Encrypt everything, trust only an OpenBSD firewall. Never send anything in plaintext over a CISCO or Juniper product. And yeah, don't use OpenSSL. OpenSSL is a can of worms.
That is why the Russians have their own CPU, Elbrus.
The Chinese have Loongson.
They use their own hardened Linux version or OpenBSD on these self-made CPUs.
Never trust Intel out of Israel. That is where their digital design comes from.
Their QA is a bunch of social scientists who cannot comprehend a single line of C code. That is what we must expect.
Oh wait America is far more incompetent.
that's just how it is, and it's thanks to America First mentality and your government agencies and their private courts who can order any telecom company to do anything they want.
If you purchase U.S.-made communication equipment, then the U.S. government has a way into your systems. You should buy Ericsson, Huawei, or Nokia, they are among the ten largest manufacturers in the world, and their equipment has always stood up to scrutiny and inspection.
fine, they are closing backdoors, which they put there themselves and aparently have a hard time finding.
i just hope they are also educating their devs to never put in backdoors again, otherwise this will be a never ending story.
On a long enough timeline, the survival rate for everyone drops to zero.
Geez, fine, you're gay, we get it. Nobody cares.
I don't use OpenBSD anywhere else, but I agree it's particularly well suited to firewalls.
At one point I set up a machine that did nothing but store credit card numbers. It wasn't a web server or a database server or anything else, it had a single function so that it could be stripped of most software (since software has bugs). That too would have been a good place to use OpenBSD.

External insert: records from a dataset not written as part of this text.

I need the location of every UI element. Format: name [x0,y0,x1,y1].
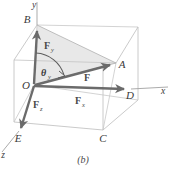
vector-label-fz: F z [33,99,43,112]
y-axis-label: y [31,0,37,10]
vector-label-f: F [84,72,90,83]
cube-edge-top-left [14,25,37,60]
vector-label-fx-subscript: x [81,101,85,108]
point-d-label: D [125,89,134,101]
vector-label-fy-symbol: F [44,40,50,51]
z-axis-label: z [0,150,5,160]
x-axis-label: x [160,86,166,96]
cube-edge-top-back [37,25,138,27]
cube-wireframe [14,25,138,130]
point-a-label: A [118,58,126,70]
vector-label-fz-subscript: z [39,105,43,112]
point-c-label: C [99,132,107,144]
angle-label-theta-y-symbol: θ [41,67,47,78]
angle-label-theta-y-subscript: y [47,73,51,80]
point-b-label: B [24,13,31,25]
vector-fx-arrow [34,86,124,89]
vector-label-fy-subscript: y [50,46,54,53]
vector-label-f-symbol: F [84,72,90,83]
vector-label-fx: F x [75,95,85,108]
cube-edge-front-bottom [14,122,103,130]
point-e-label: E [14,132,22,144]
vector-label-fz-symbol: F [33,99,39,110]
figure-caption: (b) [77,154,89,166]
origin-label: O [22,79,30,91]
figure-drawing: y x z B O A D C E F y F F x F z θ y [0,0,172,180]
vector-label-fx-symbol: F [75,95,81,106]
figure-container: y x z B O A D C E F y F F x F z θ y [0,0,172,180]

The one issue with that is because that's the only place I'd use OpenBSD, I'm not nearly as familiar with OpenBSD as I am with Linux. Using a system you don't know well to build a firewall on is also a bad idea, if you can instead use an operating system that you know inside and out.

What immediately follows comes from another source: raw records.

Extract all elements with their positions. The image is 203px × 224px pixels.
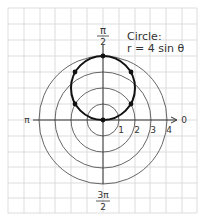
curve-equation: r = 4 sin θ xyxy=(127,42,184,55)
label-3pi-over-2-num: 3π xyxy=(97,190,109,200)
label-3pi-over-2-den: 2 xyxy=(100,202,106,212)
radial-tick-2: 2 xyxy=(134,125,140,135)
label-pi: π xyxy=(24,115,30,125)
radial-tick-4: 4 xyxy=(166,125,172,135)
label-pi-over-2-num: π xyxy=(100,25,106,36)
radial-tick-3: 3 xyxy=(150,125,156,135)
radial-tick-1: 1 xyxy=(118,125,124,135)
label-zero: 0 xyxy=(181,115,187,125)
label-pi-over-2-den: 2 xyxy=(100,37,106,47)
polar-graph: π 2 3π 2 π 0 1 2 3 4 Circle: r = 4 sin θ xyxy=(0,0,203,224)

Cisco makes infrastructure which is tied into the lowest levels of the network. It's how people implement their damned security.
Are you saying we should be praising Cisco for fixing security holes that anybody with any concept of network security should have never allowed to exist in the first place? There is no scenario in which engineers at Cisco couldn't be aware that hard-coded backdoor passwords were a security risk. Not if they are competent in any way.
That's stupid, and is not unlike praising a car company for no longer making cars which burst into flames in an accident ... yes, it's good you've fixed that, but you never should have allowed it to happen in the first place. We also don't praise people who stop shitting on the floor.
Cisco was grossly incompetent in allowing these back doors. They're fixing their own incompetence. But don't expect high praise for that.
This. I favor complete dissolution of companies that systematically abuse the public trust. That definitely includes all of of the big ones whose incomes rival those of nation states.
Fuck Cisco
Fuck IBM
Fuck Oracle
If you EVER do business with these clowns, you will regret it.
I gave them credit. They've moved to "less awful," a major upgrade from "OHGODOHGODKILLITWITHFIRE." They don't get to the point of actual praise until they can make it through at least a year without having to remove an account that should have never been available on an end-user product.
This is my signature. There are many like it, but this one is mine.
That is the only reasonable conclusion from this extreme level of insecurity. They probably have some of these seven that are actual screw-ups (very, very bad) and certainly some that were placed intentionally (even worse). The only valid conclusion is to not buy from them, as they are even too stupid to hide intentional backdoors well...
Most ACs are not even worth the keystrokes to insult them. Be generically insulted by this and ignored otherwise.
Are you a male feminist? You won't get laid that way, you know. It doesn't work.
Shutting down free speech with violence isn't fighting fascism. It IS fascism!